Memory in Death (In Death #22)(20)



She kept her back to him, took a slow sip of the wine. "How is it taken care of?"

"She came to my office today. I made it clear that it would be best for all concerned if she went back to Texas and didn't attempt to contact you again."

"You spoke to her?" She squeezed her eyes shut against the helpless anger. "You knew who she was, what she was, but you let her in your office."

"I've had worse in there. What did you expect me to do?"

"I expected you'd leave this to me. That you'd understand this is my problem. This is for me to handle."

"It's not your problem, but ours—or was. And it was for us to handle. Now it's done."

"I don't want you dealing with my problems, my business." She whirled around and before either of them knew she intended it, she let the glass fly. Wine and glass splatted and shattered. "This was my personal business."

"You don't have personal business from me any longer, any more than I do from you."

"I don't need to be shielded, I won't be shielded. I won't be tended to."

"Oh, I see." His voice softened, a dangerous sign. "So it's perfectly fine, we'll say, for me to see to those pesky little details. Can this get wrapped, for instance. But the things that matter, I'm to keep my nose out?"

"It's not the same. I'm a lousy wife, I get that." Her throat was clogging up, and her voice thickening as the words fought their way through. "I don't remember to do things—don't know how and don't give a rat's ass about finding out. But—"

"You're not a lousy wife, and I'd be the one to judge that. But you are, Eve, an extremely difficult woman. She came to me, she tried to shake me down, and she won't try it again. I have every right to protect you, and my own interests. So if you want to have one of your snits about it, you'll have to have it alone."

"Don't you walk away from me." Her fingers actually itched to pick up something precious to throw at him as he started for the doorway. But that was too female, and too foolish. "Don't you walk away and flick off my feelings."

He stopped, looked back at her with eyes searing with temper. "Darling Eve, if your feelings weren't so important to me, we wouldn't be having this conversation. If and when I walk away from you, it's to prevent myself from taking the alternative, which at the moment would be to beat your head against some hard object until a little sense rattles into it again."

"Were you even going to tell me?"

"I don't know. There were good reasons on both sides of that, and I was still weighing them. She hurt you, and I won't have it. That's simple. For God's sake, Eve, when I found out about my mother, and went into a spin, didn't you knock it out of me? Didn't you tend to me, even stand in front of me?"

"It's not the same." Her stomach burned, and the acid of it spewed into words. "What did you get, Roarke? What did you fall into but people who love and accept you? Good, decent people. And what do they want from you? Not a damn thing. Yeah, you had it rough. Your father killed your mother. But what else did you find out? She loved you. She was a young, innocent girl who loved you. It's not the same for me. Nobody loved me. Nobody and nothing I came from was decent or innocent or good."

Her voice hitched, but she bore down, let the rest spew out. "So yeah, you took a hard and nasty slap, and it sent you reeling. But what did you fall into? Right into gold. What else is new?"

He didn't stop her when she strode from the room. Didn't go after her when she charged up the steps.

At that moment, he couldn't think of a single reason why he should.

5

THE GYM SEEMED THE OBVIOUS PLACE FOR HIM to work off steam, and he had plenty of it. His shoulder was still weak from wounds he'd incurred a few weeks before, helping his infuriating wife on the job.

It was all right, apparently, for him to risk his bloody life, but not— according to the Book of Eve—to get rid of a f**king blackmailer.

Bollocks to that, he thought. He wasn't going to stew about it.

It was time, he decided, to punish his body back into shape.

He went for weights rather than one of the holomachines, and programmed a brutal session of reps and sets.

Her solution, he knew, had she headed downstairs rather than up, would have been to activate one of the sparring droids. Then beat the bleeding hell out of it.

To each his own.

Knowing her, she'd be pacing her office, kicking whatever was handy, and cursing his name. She'd have to get over it. Never in his life, he thought as he pumped his way through bench presses, had he known such a rational woman who could flip so quickly and so stupidly into irrational behavior.

What the bloody, buggering hell had she expected him to do? Give her a shout and ask her to pinch that ridiculous Texas fly off his neck for him?

Well, she'd married the wrong man for that, hadn't she? Too bad for her.

She didn't want to be protected when she damn well needed protection, didn't want to be looked after when she was blind with grief and stress? That was too f**king bad for her as well, wasn't it?

He ripped through the session, taking dark satisfaction in the burn of his muscles, the ache of the healing wounds, and the drip of his own sweat.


Your goal » Below are the records; copy each line in which "icon" can be found.

[Saved data entries]
# # # #
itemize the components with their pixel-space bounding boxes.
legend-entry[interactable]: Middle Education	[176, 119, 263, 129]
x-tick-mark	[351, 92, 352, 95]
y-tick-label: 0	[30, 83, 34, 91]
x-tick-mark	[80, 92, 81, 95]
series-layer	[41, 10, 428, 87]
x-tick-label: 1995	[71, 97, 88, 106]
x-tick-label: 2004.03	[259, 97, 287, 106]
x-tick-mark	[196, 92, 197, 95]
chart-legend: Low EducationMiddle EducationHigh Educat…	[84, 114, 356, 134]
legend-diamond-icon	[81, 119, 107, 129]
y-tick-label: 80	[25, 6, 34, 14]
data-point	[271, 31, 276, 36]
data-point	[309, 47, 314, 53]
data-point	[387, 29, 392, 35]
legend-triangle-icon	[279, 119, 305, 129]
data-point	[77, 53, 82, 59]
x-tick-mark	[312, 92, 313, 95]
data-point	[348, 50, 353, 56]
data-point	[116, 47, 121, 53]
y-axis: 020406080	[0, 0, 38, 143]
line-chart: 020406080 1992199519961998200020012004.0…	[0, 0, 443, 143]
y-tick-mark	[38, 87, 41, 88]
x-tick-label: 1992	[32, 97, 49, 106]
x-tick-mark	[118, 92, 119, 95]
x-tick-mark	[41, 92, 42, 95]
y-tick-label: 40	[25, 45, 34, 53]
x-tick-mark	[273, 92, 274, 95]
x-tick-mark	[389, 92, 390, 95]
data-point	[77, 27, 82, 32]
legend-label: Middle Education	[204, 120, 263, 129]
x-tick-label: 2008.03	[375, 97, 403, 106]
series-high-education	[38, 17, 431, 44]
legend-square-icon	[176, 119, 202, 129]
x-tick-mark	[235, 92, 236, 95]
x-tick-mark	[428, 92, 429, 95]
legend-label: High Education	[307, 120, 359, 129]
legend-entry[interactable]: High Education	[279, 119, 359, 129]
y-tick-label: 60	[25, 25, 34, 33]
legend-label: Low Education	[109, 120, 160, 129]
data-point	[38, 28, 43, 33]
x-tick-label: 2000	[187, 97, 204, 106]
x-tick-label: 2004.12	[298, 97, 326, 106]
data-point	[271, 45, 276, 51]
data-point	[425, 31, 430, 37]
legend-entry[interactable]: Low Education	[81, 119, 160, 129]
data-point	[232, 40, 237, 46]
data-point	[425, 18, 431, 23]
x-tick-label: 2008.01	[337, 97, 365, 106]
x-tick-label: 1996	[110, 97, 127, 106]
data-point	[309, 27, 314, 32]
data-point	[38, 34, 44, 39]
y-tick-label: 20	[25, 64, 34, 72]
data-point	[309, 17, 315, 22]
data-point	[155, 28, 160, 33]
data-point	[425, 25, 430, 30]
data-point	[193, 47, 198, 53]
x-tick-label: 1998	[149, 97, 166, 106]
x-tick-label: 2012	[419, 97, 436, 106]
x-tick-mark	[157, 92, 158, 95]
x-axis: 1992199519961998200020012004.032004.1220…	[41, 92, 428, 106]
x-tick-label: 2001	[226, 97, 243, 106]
# # # #
Problem solution »
legend-diamond-icon	[81, 119, 107, 129]
legend-triangle-icon	[279, 119, 305, 129]
legend-square-icon	[176, 119, 202, 129]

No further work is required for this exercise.